Stopping the rain as if by magic, slaloming through the drops without ever getting wet, the sorcerer's apprentices at Random International have made this miracle happen. Between the four walls of their Rain Room, first exhibited in 2012 at London's Barbican Centre, visitors pass through curtains of water that spread apart in their path, as if by magic.

The experience is stunning and has become a global success. In 10 years, more than 2 million visitors have been won over in New York, Los Angeles and Shanghai. The price of this popularity has been a deluge of counterfeits all over the world, including a dozen in China alone! "Crappy copies," said Hannes Koch, one of the founders of Random International, along with Florian Ortkrass and Stuart Wood.

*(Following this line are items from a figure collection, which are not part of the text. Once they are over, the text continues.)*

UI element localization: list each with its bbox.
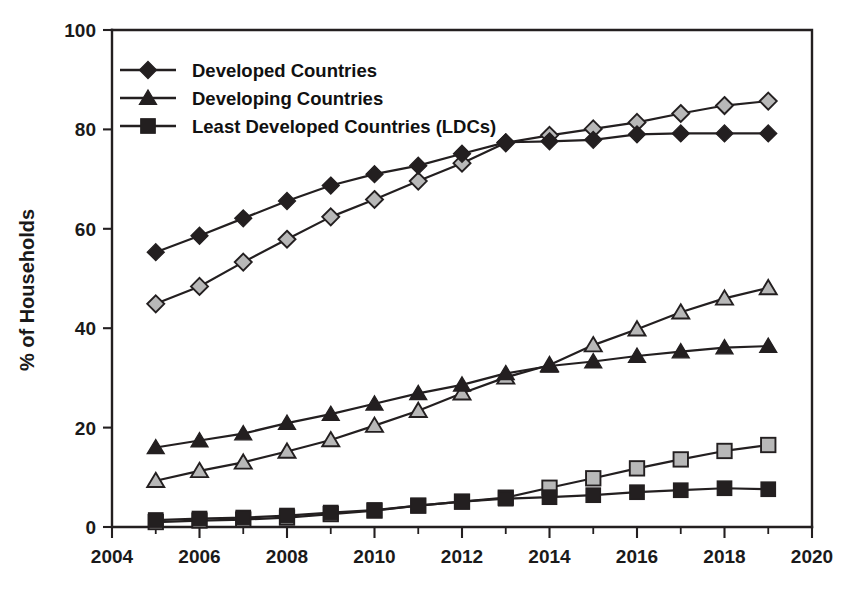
data-point [674,483,688,497]
data-point [717,481,731,495]
data-point [367,503,381,517]
legend-label: Least Developed Countries (LDCs) [192,116,496,137]
data-point [586,471,600,485]
data-point [499,491,513,505]
legend-marker-square [141,119,155,133]
x-tick-label: 2020 [791,546,833,567]
data-point [630,461,644,475]
x-tick-label: 2006 [178,546,220,567]
x-tick-label: 2016 [616,546,658,567]
data-point [455,494,469,508]
data-point [761,438,775,452]
data-point [149,513,163,527]
data-point [630,485,644,499]
y-tick-label: 80 [75,119,96,140]
data-point [542,490,556,504]
data-point [324,505,338,519]
line-chart: 020406080100 200420062008201020122014201… [0,0,858,602]
data-point [236,510,250,524]
data-point [280,508,294,522]
x-tick-label: 2014 [528,546,571,567]
data-point [674,452,688,466]
x-tick-label: 2012 [441,546,483,567]
x-tick-label: 2018 [703,546,745,567]
legend-label: Developed Countries [192,60,377,81]
data-point [717,444,731,458]
data-point [761,482,775,496]
y-tick-label: 0 [85,517,96,538]
data-point [192,511,206,525]
x-tick-label: 2010 [353,546,395,567]
y-tick-label: 100 [64,20,96,41]
y-tick-label: 40 [75,318,96,339]
x-tick-label: 2004 [91,546,134,567]
y-tick-label: 20 [75,418,96,439]
data-point [586,488,600,502]
data-point [411,498,425,512]
legend-label: Developing Countries [192,88,383,109]
x-axis-tick-labels: 200420062008201020122014201620182020 [91,546,833,567]
y-tick-label: 60 [75,219,96,240]
x-tick-label: 2008 [266,546,308,567]
y-axis-title: % of Households [16,209,38,371]
chart-container: 020406080100 200420062008201020122014201… [0,0,858,602]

For these former students of London's Royal College of Art, with a passion for cognitive science and algorithms, the idea of simulating rainfall arose in 2008. Seduced by this Promethean challenge, the Maxine and Stuart Frankel Foundation (Michigan) agreed to fund their research. It would last a good four years. The first tests were inconclusive: The guinea pigs were hosed down, the walls were too white and the lighting was dim. It would take no less than 100 prototypes to fine-tune the system: 3D cameras equipped with sensors detect the position of visitors and activate the 52,000 water nozzles fixed to the ceiling.

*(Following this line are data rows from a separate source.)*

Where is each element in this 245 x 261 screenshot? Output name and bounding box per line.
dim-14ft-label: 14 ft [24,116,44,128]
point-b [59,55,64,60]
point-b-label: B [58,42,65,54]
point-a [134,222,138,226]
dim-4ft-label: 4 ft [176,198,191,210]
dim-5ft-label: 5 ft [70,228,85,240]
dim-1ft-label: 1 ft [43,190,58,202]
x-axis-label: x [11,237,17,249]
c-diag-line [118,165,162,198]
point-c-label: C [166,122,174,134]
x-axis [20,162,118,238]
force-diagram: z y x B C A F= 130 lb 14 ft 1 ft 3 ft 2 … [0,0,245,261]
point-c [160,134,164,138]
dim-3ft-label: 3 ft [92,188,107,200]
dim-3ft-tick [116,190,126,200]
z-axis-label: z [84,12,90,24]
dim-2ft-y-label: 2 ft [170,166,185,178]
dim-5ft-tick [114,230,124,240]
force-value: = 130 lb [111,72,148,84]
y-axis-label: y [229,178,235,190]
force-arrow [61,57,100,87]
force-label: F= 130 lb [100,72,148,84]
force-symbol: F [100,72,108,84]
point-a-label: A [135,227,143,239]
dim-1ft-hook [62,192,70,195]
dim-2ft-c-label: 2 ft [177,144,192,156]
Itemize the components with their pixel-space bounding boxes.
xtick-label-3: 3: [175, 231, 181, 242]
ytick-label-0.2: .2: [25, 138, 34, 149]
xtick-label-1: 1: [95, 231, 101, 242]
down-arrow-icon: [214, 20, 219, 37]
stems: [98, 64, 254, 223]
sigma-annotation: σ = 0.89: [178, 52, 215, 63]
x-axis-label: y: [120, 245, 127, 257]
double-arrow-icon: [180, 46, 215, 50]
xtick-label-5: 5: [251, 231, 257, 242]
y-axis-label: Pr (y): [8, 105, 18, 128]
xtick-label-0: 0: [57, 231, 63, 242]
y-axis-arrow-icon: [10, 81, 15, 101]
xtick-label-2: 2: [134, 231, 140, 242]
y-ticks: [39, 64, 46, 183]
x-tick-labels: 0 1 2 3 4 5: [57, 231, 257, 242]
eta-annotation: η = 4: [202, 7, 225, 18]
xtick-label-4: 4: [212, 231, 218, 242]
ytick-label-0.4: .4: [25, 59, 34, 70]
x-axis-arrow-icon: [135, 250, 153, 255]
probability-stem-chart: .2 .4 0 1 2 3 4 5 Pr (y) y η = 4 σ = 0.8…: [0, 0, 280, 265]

The ballet is perfectly tuned, except for one detail: If visitors walk too fast, they get soaked, as the sensors cannot detect sudden movements. To fully appreciate the Rain Room, you need to slow down your pace, let go and avoid asking yourself too many questions. "People who see rain expect to smell wet earth, damp grass, but here, there's nothing to smell; we're not creating a virtual reality," said Koch. "There's nothing to read, nothing to understand," added Ortkrass. "It speaks to everyone."

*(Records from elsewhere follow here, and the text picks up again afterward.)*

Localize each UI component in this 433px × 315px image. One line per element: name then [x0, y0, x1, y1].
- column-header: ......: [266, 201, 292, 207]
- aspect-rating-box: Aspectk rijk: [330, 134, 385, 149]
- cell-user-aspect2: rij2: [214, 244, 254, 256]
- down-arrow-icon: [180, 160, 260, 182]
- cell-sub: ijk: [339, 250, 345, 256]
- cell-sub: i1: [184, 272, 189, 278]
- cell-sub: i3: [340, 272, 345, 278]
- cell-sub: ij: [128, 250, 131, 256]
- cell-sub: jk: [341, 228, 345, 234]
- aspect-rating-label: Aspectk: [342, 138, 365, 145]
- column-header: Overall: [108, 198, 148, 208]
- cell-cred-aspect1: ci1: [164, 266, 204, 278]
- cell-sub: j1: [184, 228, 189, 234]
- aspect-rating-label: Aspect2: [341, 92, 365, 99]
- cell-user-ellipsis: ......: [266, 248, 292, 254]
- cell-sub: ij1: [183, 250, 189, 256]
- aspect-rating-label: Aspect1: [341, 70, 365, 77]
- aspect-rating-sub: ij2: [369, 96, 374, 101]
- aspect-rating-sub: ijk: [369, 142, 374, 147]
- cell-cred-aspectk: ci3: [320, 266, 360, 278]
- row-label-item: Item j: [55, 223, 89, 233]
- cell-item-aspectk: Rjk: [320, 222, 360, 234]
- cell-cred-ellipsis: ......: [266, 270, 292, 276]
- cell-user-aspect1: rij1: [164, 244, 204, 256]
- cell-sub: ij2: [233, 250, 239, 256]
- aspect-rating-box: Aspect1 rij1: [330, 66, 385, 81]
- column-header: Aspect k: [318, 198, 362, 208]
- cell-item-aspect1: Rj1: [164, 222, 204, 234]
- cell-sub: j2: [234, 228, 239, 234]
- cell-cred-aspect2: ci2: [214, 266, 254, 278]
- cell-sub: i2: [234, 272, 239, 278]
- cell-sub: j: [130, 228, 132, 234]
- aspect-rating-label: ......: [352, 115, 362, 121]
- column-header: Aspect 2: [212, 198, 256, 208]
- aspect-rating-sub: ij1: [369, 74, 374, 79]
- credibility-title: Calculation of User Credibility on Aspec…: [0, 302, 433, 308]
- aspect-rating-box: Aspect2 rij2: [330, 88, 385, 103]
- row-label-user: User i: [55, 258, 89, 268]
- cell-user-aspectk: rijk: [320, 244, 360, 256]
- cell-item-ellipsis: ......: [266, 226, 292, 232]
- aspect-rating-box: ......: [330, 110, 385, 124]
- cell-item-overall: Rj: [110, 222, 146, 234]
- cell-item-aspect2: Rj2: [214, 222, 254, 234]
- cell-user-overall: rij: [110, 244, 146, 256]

Well, almost. Researcher Felicity Scott, who sees it as a reflection of a surveillance society, where every move is tracked, expressed her unease in a long essay published in 2013 in Artforum. "Should we have fun?" she asked. "Learn from it? Or try to escape control by jamming the machinery." The "wow" effect did not work on New York Times journalist Ken Johnson either. "The Rain Room, for all its entertaining ingenuity, seems little more than a fanciful diversion," he wrote the same year.

Still, others wonder whether it makes sense to pour 2,000 liters of recycled water for a non-vital activity when (real) rainfall is scarce, water tables are drying up and the basin war is raging. "We use as much water as we do to make a hamburger, if you take into account feeding cows and growing tomatoes and lettuce," said Koch, well-versed in criticism. He added: "The environmental issue was obvious to us from the beginning."

You have 16.53% of this article left to read. The rest is for subscribers only.